Little v. Devendorf

109 Iowa 47 | Iowa | 1899

Ladd, J.

The judgment sought to be enjoined was rendered May 26, 1882, and a transcript filed with the clerk of the district court April 28, 1886. An execution issued in July, 1896, and was levied on the plaintiff’s land. The judgment recites that the justice delivered the original notice 1 “to B. F. Seaton, sheriff, for service, who returned said notice, with his return thereon, from which it appears that he received said notice for service on the eighteenth of Hay, A. D. 1882, and that he did, on the nineteenth day of May, A. D. 1882, serve the same on the said defendant in the manner required by law.” The return of *49service of the notice on which it is admitted judgment was based, is as follows: “This notice came into my hands on May 20th, 1882, and I certify that I personally served the game on the within-named Mary Tittle by reading the same to her, and delivering to her a true copy of the same, in Monroe township, Linn county, Iowa, on May 19th, 1882. [Signed] John W. Shapley, Deputy Sheriff, Linn Co., Iowa."

I. The residence of the parties in the absence of any, showing to the contrary, is presumed, to have been such as to confer jurisdiction of jthe subject-matter. Under section entered 2 3515 o’f’the Code of 1873 it need not be, of f record, and all proceedings, other than, those srequired to be entered are presumed regular, unless otherwise expressly declared. This appears from Schlisman v. Webber, 65 Iowa, 114, where consent to, jurisdiction to enter judgment for more than one hundred dollars was presumed, though not disclosed, in the docket. The identical point was determined in Church v. Crossman, 49 Iowa, 444. See Brown v. Davis, 59 Iowa, 641; McBurney v. Graves, 66 Iowa, 316. But evidence alnunde was admissible. Thompson v. Jackson, 93 Iowa, 376; Cooper v. Sunderland, 3 Iowa, 126. See Bridges v. Arnold, 37 Iowa, 221. The judgment plaintiff was Shown to have resided in the same township as that of the justice, and the court had jurisdiction.

II. The statement that the notice was received the day after it was served does not warrant the conclusion that service was made from a copy. The exact date of its receipt 3 was not important. Does the finding of the justice with the return justify the inference that it was in fact served? If so, then, though the return may have been defective, the judgment cannot be collaterally attacked; if not, the court was without jurisdiction, and the judgment void. The return, in form, is sufficient. The defect lies in that it is sighed by the deputy, as such, instead of signing *50the sheriff’s name, by bimself as deputy. Section 4491 of 4 the Code, which is a copy of the statute as it formerly stood, reads: “The service and returning thereto must be in the same manner as in the district court, except no service shall be made by publication other than as herein provided, nor shall any service made by another than the sheriff or constable of the county be valid.” The evidence shows that Seaton was at that time sheriff of Linn county, and Shapley his deputy. The justice must have satisfied himself that Shapley, in what he did, was acting as sheriff, and that the return was intended to be in his name. Having so found, his conclusion is presumed to be correct. Rotch v. Humboldt College, 89 Iowa, 482; Code, section 4648. In Baker v. Jamison, 73 Iowa, 701, judgment was based on a return of service signed by a constable of another county, and the court said: “The point insisted on, however, is that the justice could not take notice, either of the genuineness of the signature to the return or that the person whose signature it purported to be was a constable; and hence he had no evidence before him that the notice had ever been served. But the justice was required to determine the question as to the sufficiency of the return. That was a matter within his jurisdiction. He did determine that the proof of service was sufficient. His judgment may have been erroneous, but it is not void. Its correctness cannot be questioned in this collateral proceeding.” This decision is decisive of the point, and, though the writer would be inclined to hold otherwise as to judgments of justices of the peace but for this case, there now appears no satisfactory reason for changing the rule.

III. The vice of the appellant’s argument on the constitutionality of the provision of the statute relating to the enforcement of a justice’s judgment after transcript has been filed in the district court lies in the assumption that the 5 clerk, by filing, renders a judgment. The judgment continues that of the justice court, and never becomes that of the clerk or of the district court. The statute *51simply directs that “it shall be treated in all respects and in its enforcement as a judgment obtained in the district court.” Code, section 4538. There is a wide difference between the rendition and the enforcement of a judgment. Under Constitution, article 5, section 1, it may well be said that courts' only may render judgments, but these may be enforced in the manner and by or through ministerial officers as the law may designate. With the filing of the transcript the justice loses control of his judgment, and it is treated thereafter as are those of the district court. But there is nothing in the statute warranting the conclusion that the judgment is thereby canceled, or a new one rendered. The language used in Stover v. Elliott, 80 Iowa, 329, must be construed with reference to the practical effect of filing a transcript on the method and means of enforcing the judgment, and, when so understood, is not inconsistent with what is here said.— Beveesed.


## PROBLEM REQUIREMENTS
From the first line to the last, print the records exactly.
────────────────
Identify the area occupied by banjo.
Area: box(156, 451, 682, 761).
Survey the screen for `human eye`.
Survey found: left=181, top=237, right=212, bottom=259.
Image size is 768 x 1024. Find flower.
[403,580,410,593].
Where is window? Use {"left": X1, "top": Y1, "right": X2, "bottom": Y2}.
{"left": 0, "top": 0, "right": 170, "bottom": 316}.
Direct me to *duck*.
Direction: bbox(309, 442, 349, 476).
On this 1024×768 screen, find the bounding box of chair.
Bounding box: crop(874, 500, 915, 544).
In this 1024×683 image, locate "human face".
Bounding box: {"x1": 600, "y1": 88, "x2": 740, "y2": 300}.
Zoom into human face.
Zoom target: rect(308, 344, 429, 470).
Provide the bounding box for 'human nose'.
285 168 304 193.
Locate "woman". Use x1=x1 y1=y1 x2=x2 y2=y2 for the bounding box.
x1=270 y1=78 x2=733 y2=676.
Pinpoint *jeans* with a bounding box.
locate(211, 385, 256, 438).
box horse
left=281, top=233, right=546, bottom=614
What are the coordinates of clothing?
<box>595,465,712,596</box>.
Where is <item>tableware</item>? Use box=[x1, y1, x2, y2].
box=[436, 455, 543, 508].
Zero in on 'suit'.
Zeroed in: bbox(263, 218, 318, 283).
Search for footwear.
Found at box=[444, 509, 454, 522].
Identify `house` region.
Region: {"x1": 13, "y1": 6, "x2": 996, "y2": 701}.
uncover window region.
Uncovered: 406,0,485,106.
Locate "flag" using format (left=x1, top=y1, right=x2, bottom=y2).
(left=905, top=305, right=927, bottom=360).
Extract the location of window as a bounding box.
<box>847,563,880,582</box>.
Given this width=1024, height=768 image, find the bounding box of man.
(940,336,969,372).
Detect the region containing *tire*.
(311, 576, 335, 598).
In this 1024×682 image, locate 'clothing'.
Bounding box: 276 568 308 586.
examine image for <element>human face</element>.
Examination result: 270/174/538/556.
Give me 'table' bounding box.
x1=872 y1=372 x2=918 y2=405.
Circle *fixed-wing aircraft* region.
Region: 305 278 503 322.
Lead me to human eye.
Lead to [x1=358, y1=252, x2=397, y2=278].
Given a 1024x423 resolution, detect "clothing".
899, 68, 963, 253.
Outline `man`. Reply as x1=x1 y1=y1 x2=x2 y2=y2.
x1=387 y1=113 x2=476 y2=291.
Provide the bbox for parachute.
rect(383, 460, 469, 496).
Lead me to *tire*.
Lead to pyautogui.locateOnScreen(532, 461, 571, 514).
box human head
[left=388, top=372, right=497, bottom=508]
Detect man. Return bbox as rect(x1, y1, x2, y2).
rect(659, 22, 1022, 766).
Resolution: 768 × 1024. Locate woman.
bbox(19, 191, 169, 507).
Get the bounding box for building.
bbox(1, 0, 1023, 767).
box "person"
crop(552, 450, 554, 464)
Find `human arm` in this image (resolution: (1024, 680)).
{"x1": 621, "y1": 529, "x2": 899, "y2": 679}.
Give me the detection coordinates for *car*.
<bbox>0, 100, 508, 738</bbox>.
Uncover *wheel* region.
────────────────
## OUTPUT BELOW
Identify the area occupied by banjo.
Area: box(156, 451, 682, 761).
Survey the screen for `human eye`.
Survey found: left=181, top=237, right=212, bottom=259.
Image size is 768 x 1024. Find flower.
[403,580,410,593].
Where is window? Use {"left": X1, "top": Y1, "right": X2, "bottom": Y2}.
{"left": 0, "top": 0, "right": 170, "bottom": 316}.
Direct me to *duck*.
Direction: bbox(309, 442, 349, 476).
On this 1024×768 screen, find the bounding box of chair.
Bounding box: crop(874, 500, 915, 544).
In this 1024×683 image, locate "human face".
Bounding box: {"x1": 600, "y1": 88, "x2": 740, "y2": 300}.
Zoom into human face.
Zoom target: rect(308, 344, 429, 470).
Provide the bounding box for 'human nose'.
285 168 304 193.
Locate "woman". Use x1=x1 y1=y1 x2=x2 y2=y2 for the bounding box.
x1=270 y1=78 x2=733 y2=676.
Pinpoint *jeans* with a bounding box.
locate(211, 385, 256, 438).
box horse
left=281, top=233, right=546, bottom=614
What are the coordinates of clothing?
<box>595,465,712,596</box>.
Where is <item>tableware</item>? Use box=[x1, y1, x2, y2].
box=[436, 455, 543, 508].
Zero in on 'suit'.
Zeroed in: bbox(263, 218, 318, 283).
Search for footwear.
Found at box=[444, 509, 454, 522].
Identify `house` region.
Region: {"x1": 13, "y1": 6, "x2": 996, "y2": 701}.
uncover window region.
Uncovered: 406,0,485,106.
Locate "flag" using format (left=x1, top=y1, right=x2, bottom=y2).
(left=905, top=305, right=927, bottom=360).
Extract the location of window as a bounding box.
<box>847,563,880,582</box>.
Given this width=1024, height=768 image, find the bounding box of man.
(940,336,969,372).
Detect the region containing *tire*.
(311, 576, 335, 598).
In this 1024×682 image, locate 'clothing'.
Bounding box: 276 568 308 586.
examine image for <element>human face</element>.
Examination result: 270/174/538/556.
Give me 'table' bounding box.
x1=872 y1=372 x2=918 y2=405.
Circle *fixed-wing aircraft* region.
Region: 305 278 503 322.
Lead me to human eye.
Lead to [x1=358, y1=252, x2=397, y2=278].
Given a 1024x423 resolution, detect "clothing".
899, 68, 963, 253.
Outline `man`. Reply as x1=x1 y1=y1 x2=x2 y2=y2.
x1=387 y1=113 x2=476 y2=291.
Provide the bbox for parachute.
rect(383, 460, 469, 496).
Lead me to *tire*.
Lead to pyautogui.locateOnScreen(532, 461, 571, 514).
box human head
[left=388, top=372, right=497, bottom=508]
Detect man. Return bbox as rect(x1, y1, x2, y2).
rect(659, 22, 1022, 766).
Resolution: 768 × 1024. Locate woman.
bbox(19, 191, 169, 507).
Get the bounding box for building.
bbox(1, 0, 1023, 767).
box "person"
crop(552, 450, 554, 464)
Find `human arm` in this image (resolution: (1024, 680)).
{"x1": 621, "y1": 529, "x2": 899, "y2": 679}.
Give me the detection coordinates for *car*.
<bbox>0, 100, 508, 738</bbox>.
Uncover *wheel* region.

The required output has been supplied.